Robert Christgau: Dean of American Rock Critics

Consumer Guide:
  User's Guide
  Grades 1990-
  Grades 1969-89
  And It Don't Stop
Books:
  Book Reports
  Is It Still Good to Ya?
  Going Into the City
  Consumer Guide: 90s
  Grown Up All Wrong
  Consumer Guide: 80s
  Consumer Guide: 70s
  Any Old Way You Choose It
  Don't Stop 'til You Get Enough
Xgau Sez
Writings:
  And It Don't Stop
  CG Columns
  Rock&Roll& [new]
  Rock&Roll& [old]
  Music Essays
  Music Reviews
  Book Reviews
  NAJP Blog
  Playboy
  Blender
  Rolling Stone
  Billboard
  Video Reviews
  Pazz & Jop
  Recyclables
  Newsprint
  Lists
  Miscellany
Bibliography
NPR
Web Site:
  Home
  Site Map
  Contact
  What's New?
    RSS
Carola Dibbell:
  Carola's Website
  Archive
CG Search:
Google Search:
Twitter:

Reading With Guitar

Catchy romantic with guitar--and book deal

Sporting jeans, plenty of eye makeup, and bling on her ring finger, Jen Trynin brought a guitar to her first headline gig here in nearly a decade, a February 6 reading at the Astor Place Barnes & Noble. Cockamamie yielded the failed hit "Better Than Nothing," which corporate heads would have called "Feelin' Good" even though Trynin's title better conveys the romantic ambivalence that makes it more than a hook.
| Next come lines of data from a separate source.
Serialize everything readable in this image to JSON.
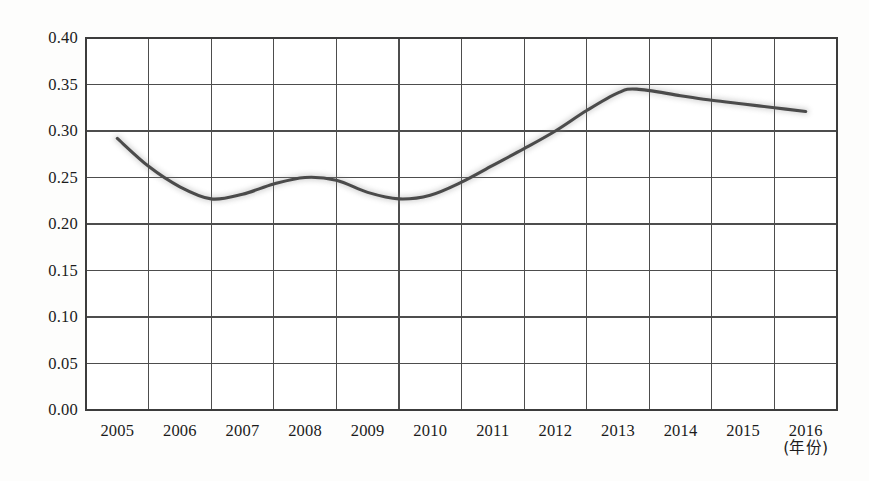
{
  "chart_data": {
    "type": "line",
    "title": "",
    "xlabel": "(年份)",
    "ylabel": "",
    "xlim": [
      2004.5,
      2016.5
    ],
    "ylim": [
      0.0,
      0.4
    ],
    "grid": true,
    "legend": null,
    "line_color": "#4b4b4b",
    "categories": [
      "2005",
      "2006",
      "2007",
      "2008",
      "2009",
      "2010",
      "2011",
      "2012",
      "2013",
      "2014",
      "2015",
      "2016"
    ],
    "x_tick_labels": [
      "2005",
      "2006",
      "2007",
      "2008",
      "2009",
      "2010",
      "2011",
      "2012",
      "2013",
      "2014",
      "2015",
      "2016"
    ],
    "x_axis_unit_label": "(年份)",
    "y_tick_labels": [
      "0.40",
      "0.35",
      "0.30",
      "0.25",
      "0.20",
      "0.15",
      "0.10",
      "0.05",
      "0.00"
    ],
    "y_ticks": [
      0.4,
      0.35,
      0.3,
      0.25,
      0.2,
      0.15,
      0.1,
      0.05,
      0.0
    ],
    "series": [
      {
        "name": "series-1",
        "x": [
          2005.0,
          2005.5,
          2006.0,
          2006.5,
          2007.0,
          2007.5,
          2008.0,
          2008.5,
          2009.0,
          2009.5,
          2010.0,
          2010.5,
          2011.0,
          2011.5,
          2012.0,
          2012.5,
          2013.0,
          2013.3,
          2014.0,
          2014.5,
          2015.0,
          2015.5,
          2016.0
        ],
        "values": [
          0.292,
          0.262,
          0.24,
          0.227,
          0.232,
          0.243,
          0.25,
          0.247,
          0.234,
          0.227,
          0.231,
          0.245,
          0.263,
          0.281,
          0.3,
          0.322,
          0.341,
          0.345,
          0.338,
          0.333,
          0.329,
          0.325,
          0.321
        ]
      }
    ],
    "annotations": []
  },
  "axis": {
    "x_unit": "(年份)"
  }
}
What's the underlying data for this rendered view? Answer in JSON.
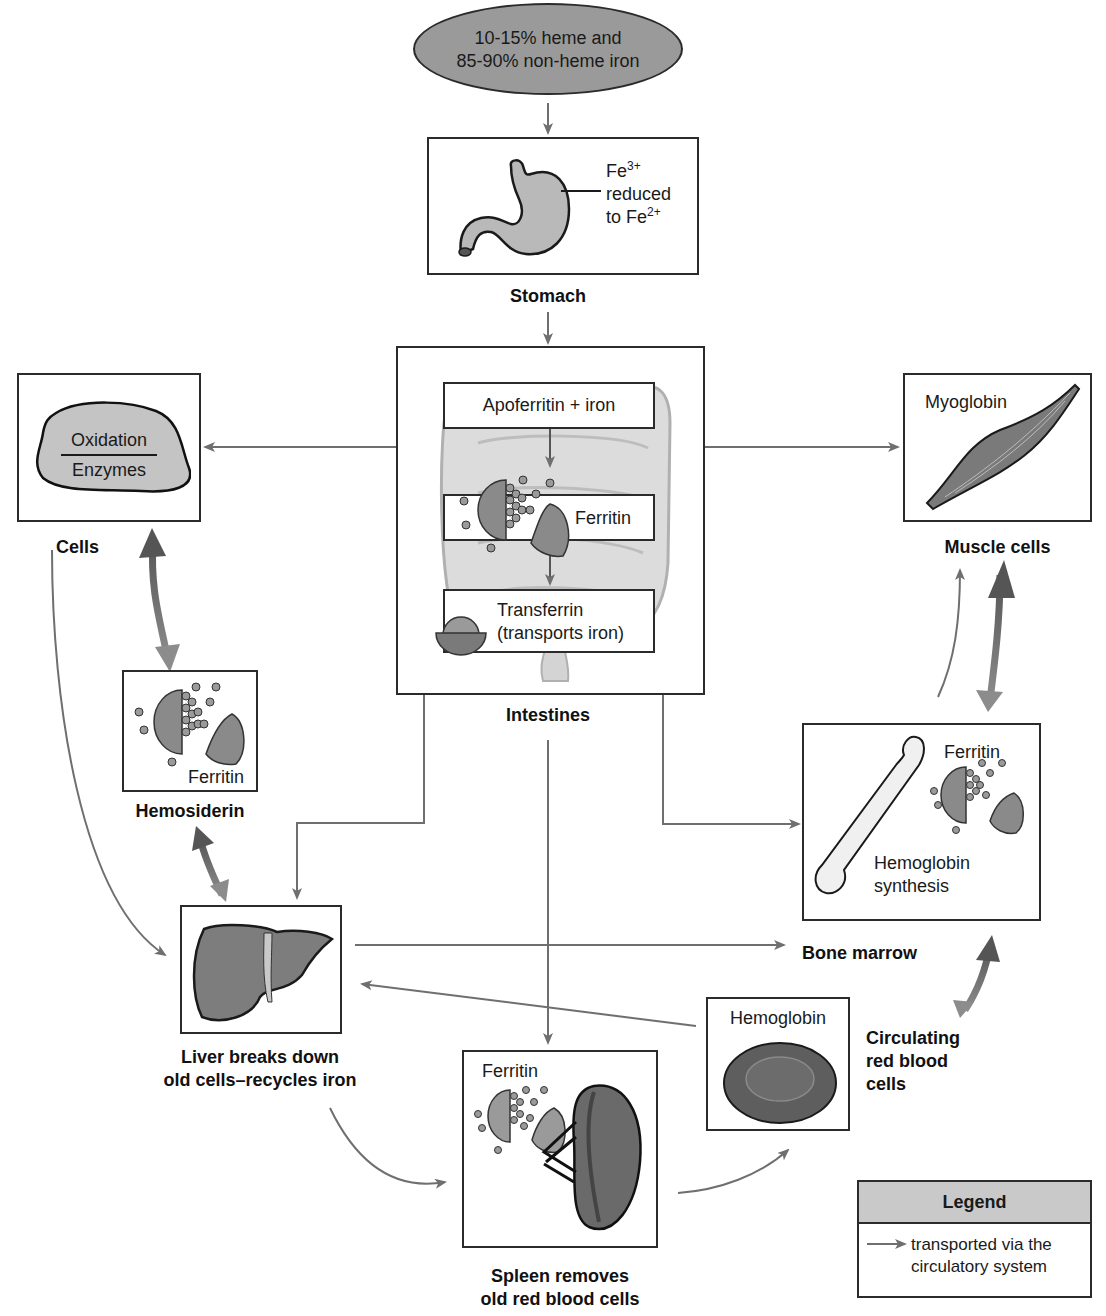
{
  "diagram": {
    "colors": {
      "line": "#6f6f6f",
      "box_border": "#2b2b2b",
      "source_oval": "#9a9a9a",
      "organ_fill": "#8a8a8a",
      "legend_header": "#c9c9c9"
    }
  },
  "source": {
    "line1": "10-15% heme and",
    "line2": "85-90% non-heme iron"
  },
  "stomach": {
    "label": "Stomach",
    "annotation_fe3": "Fe",
    "annotation_fe3_sup": "3+",
    "annotation_reduced": "reduced",
    "annotation_to": "to Fe",
    "annotation_fe2_sup": "2+"
  },
  "intestines": {
    "label": "Intestines",
    "step1": "Apoferritin + iron",
    "step2": "Ferritin",
    "step3_line1": "Transferrin",
    "step3_line2": "(transports iron)"
  },
  "cells": {
    "label": "Cells",
    "top": "Oxidation",
    "bottom": "Enzymes"
  },
  "hemosiderin": {
    "label": "Hemosiderin",
    "inner": "Ferritin"
  },
  "muscle": {
    "label": "Muscle cells",
    "inner": "Myoglobin"
  },
  "bone_marrow": {
    "label": "Bone marrow",
    "inner_top": "Ferritin",
    "inner_line1": "Hemoglobin",
    "inner_line2": "synthesis"
  },
  "liver": {
    "label_line1": "Liver breaks down",
    "label_line2": "old cells–recycles iron"
  },
  "spleen": {
    "label_line1": "Spleen removes",
    "label_line2": "old red blood cells",
    "inner": "Ferritin"
  },
  "rbc": {
    "inner": "Hemoglobin",
    "label_line1": "Circulating",
    "label_line2": "red blood",
    "label_line3": "cells"
  },
  "legend": {
    "title": "Legend",
    "item_line1": "transported via the",
    "item_line2": "circulatory system"
  }
}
Would have been nice to hear "Happier," a sneaky-fast meditation on youth violence that finds its sociological correlative in the catchy, disillusioned "All This Could Be Yours." But instead Trynin sang two love songs from Gun Shy Trigger Happy, which, lyrically, is a sad, true, subtle road album, dominated by the romantic connection she's afraid she's losing: "I miss the time when I could never lie to you/I would never have anything to hide." For such a wordslinger she's a skilled, expressive guitarist, and both songs were stronger live than on the CD--where, unlike Alanis Morissette, she didn't have quite the voice for the emotionality she was going for, and never developed a band sound as original as Veruca Salt's.

Another musical highlight came when Trynin imitated "BigWig"'s (Don Ienner's?) "Feelin' goo-ood" to add extra spritz to her reading a hilarious Columbia Records scene featuring Toad the Wet Sprocket. The radio spot where the DJ took a powder and Trynin was compelled to interview herself was also a scream. That feeding frenzy left her with plenty of great material.